Joint statement from Kevin Barron MP, John Healey MP & Sarah Champion MP
Reacting to this afternoon’s judgement in which UKIP have been found liable to contribute towards the legal costs in the three MPs’ successful defamation case against Jane Collins MEP, they said:
“This judgement confirms UKIP used the unfounded allegations by Jane Collins for political advantage. At the highest level UKIP knew Jane Collins’ case was ‘hopeless’ but blocked any settlement in our favour before the 2015 General Election because they believed it would win them votes. This deliberate strategy delayed the full vindication we finally won, and hugely increased the legal costs.”
“This means UKIP will rightly pay a substantial share of the legal bill. Their actions behind the scenes forced the costs to soar and compounded the damage from Jane Collins’ unfounded allegations.”

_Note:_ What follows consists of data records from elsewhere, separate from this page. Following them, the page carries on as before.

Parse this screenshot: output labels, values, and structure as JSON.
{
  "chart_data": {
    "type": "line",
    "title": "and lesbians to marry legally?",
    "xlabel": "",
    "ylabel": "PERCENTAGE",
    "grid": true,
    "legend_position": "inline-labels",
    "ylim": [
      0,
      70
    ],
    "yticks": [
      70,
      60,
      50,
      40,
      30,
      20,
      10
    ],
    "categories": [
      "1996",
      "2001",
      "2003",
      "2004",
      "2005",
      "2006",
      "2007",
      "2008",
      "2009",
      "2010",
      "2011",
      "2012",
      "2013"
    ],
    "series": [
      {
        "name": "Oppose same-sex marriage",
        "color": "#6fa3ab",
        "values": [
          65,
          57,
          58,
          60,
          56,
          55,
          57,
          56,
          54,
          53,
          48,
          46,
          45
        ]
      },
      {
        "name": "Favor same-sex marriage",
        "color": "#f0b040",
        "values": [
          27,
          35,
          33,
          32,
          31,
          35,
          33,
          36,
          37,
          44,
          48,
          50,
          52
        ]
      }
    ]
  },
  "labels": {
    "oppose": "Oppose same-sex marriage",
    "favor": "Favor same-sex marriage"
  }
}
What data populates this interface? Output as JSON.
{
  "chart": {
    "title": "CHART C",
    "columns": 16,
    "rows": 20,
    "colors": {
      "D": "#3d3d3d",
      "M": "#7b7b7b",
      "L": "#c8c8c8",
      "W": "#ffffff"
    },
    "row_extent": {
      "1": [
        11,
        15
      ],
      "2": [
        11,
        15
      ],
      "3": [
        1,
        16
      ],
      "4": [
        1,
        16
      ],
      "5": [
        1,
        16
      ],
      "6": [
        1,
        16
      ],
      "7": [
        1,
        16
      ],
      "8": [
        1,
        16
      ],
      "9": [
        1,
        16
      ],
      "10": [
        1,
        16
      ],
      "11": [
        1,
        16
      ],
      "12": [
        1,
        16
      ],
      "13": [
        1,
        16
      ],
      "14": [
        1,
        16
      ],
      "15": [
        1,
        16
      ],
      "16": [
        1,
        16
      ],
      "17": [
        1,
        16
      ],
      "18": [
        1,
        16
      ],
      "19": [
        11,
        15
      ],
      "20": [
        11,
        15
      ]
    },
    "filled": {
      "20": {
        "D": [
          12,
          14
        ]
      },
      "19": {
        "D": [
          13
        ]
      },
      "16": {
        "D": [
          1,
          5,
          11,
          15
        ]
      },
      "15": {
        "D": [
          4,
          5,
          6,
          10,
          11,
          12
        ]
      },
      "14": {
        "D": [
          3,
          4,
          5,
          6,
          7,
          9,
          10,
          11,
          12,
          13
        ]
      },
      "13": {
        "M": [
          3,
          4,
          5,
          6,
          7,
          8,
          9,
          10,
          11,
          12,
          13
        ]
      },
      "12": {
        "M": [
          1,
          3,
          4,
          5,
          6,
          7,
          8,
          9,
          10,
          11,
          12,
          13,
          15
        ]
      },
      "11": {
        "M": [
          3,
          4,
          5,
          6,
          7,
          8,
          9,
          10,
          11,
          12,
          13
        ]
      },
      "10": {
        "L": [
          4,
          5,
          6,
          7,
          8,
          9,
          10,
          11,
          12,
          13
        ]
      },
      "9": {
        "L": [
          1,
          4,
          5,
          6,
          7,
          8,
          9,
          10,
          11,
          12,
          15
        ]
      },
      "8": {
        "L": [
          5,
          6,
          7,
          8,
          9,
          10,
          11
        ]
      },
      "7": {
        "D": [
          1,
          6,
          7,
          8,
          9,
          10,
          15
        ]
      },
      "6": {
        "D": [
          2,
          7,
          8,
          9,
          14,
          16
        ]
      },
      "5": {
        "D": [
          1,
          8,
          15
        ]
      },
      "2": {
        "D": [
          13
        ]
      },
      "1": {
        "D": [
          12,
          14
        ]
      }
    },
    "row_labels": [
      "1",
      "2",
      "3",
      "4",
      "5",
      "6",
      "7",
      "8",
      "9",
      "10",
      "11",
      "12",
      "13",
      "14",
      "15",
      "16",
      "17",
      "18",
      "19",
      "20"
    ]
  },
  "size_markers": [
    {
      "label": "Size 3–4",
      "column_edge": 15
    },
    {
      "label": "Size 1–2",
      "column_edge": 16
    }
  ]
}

Estimates suggest UKIP will have to pay at least £200 000 of the total legal bill which stood at £660 000, before this hearing. The final figure will be determined by a judge through a detailed assessment of costs.
This hearing and judgement concerns legal costs only; it has no connection to the judgement ordering Jane Collins to pay damages to each of the three MPs, which remains outstanding.
Notes
Extracts from the judgement by Justice Warby, 15 February 2018:
83. (5) The critical period starts with the conference with Counsel on 16 January 2015. I find that Counsel was clear at that time that there was no tenable defence and the advisable course of action was an offer of amends.
(7) Things change significantly with the NEC’s decision(s) of late February and/or early March 2015. In that period the Party took a deliberate, informed and calculated decision, for reasons of party political advantage, to ensure that the case was not settled before the General Election. … The decision to delay meant that by this time the costs had escalated to a point that made settlement unaffordable for the Party (or so it decided) … Further costs that could have been avoided were therefore incurred after that, to no useful purpose, until late June 2015 when Ms Collins was left to her own devices.
84. Whatever happened on 28 February and 2 March 2015, it is sufficiently clear that, by the second of those two dates, a decision had been taken at a high level within UKIP that the action should be settled, but not until after the election. The only credible motives for such a decision are political. The minutes of the NEC meeting of 10 March 2015 serve to double-underline this point. They unquestionably represent corporate decision-making. The decision-makers knew that Ms Collins’ cause was hopeless, and that settlement was the only realistic option, but decided to delay that step. They did so knowing this would in all probability make settlement more difficult and more expensive, having reckoned that this risk was outweighed by the prospects of political gain (or avoiding political damage). This was a process of calculation in which extra votes were expressly weighed in the balance against the certainty of additional costs, and the risk that these might be unaffordable.
88. UKIP … took key decision(s) of late February and early March 2015. It was not, at that time, a “pure” funder. It sought to and did control the course of the action, for its own Party purposes.
90. I have concluded that a limited costs order … should be made against UKIP, to reflect the impact on the action and its costs of the Party’s deliberate and calculated decision(s) of late February and early March 2015, to ensure for Party political and specifically electoral reasons that the claimants’ action should not be settled before the General Election.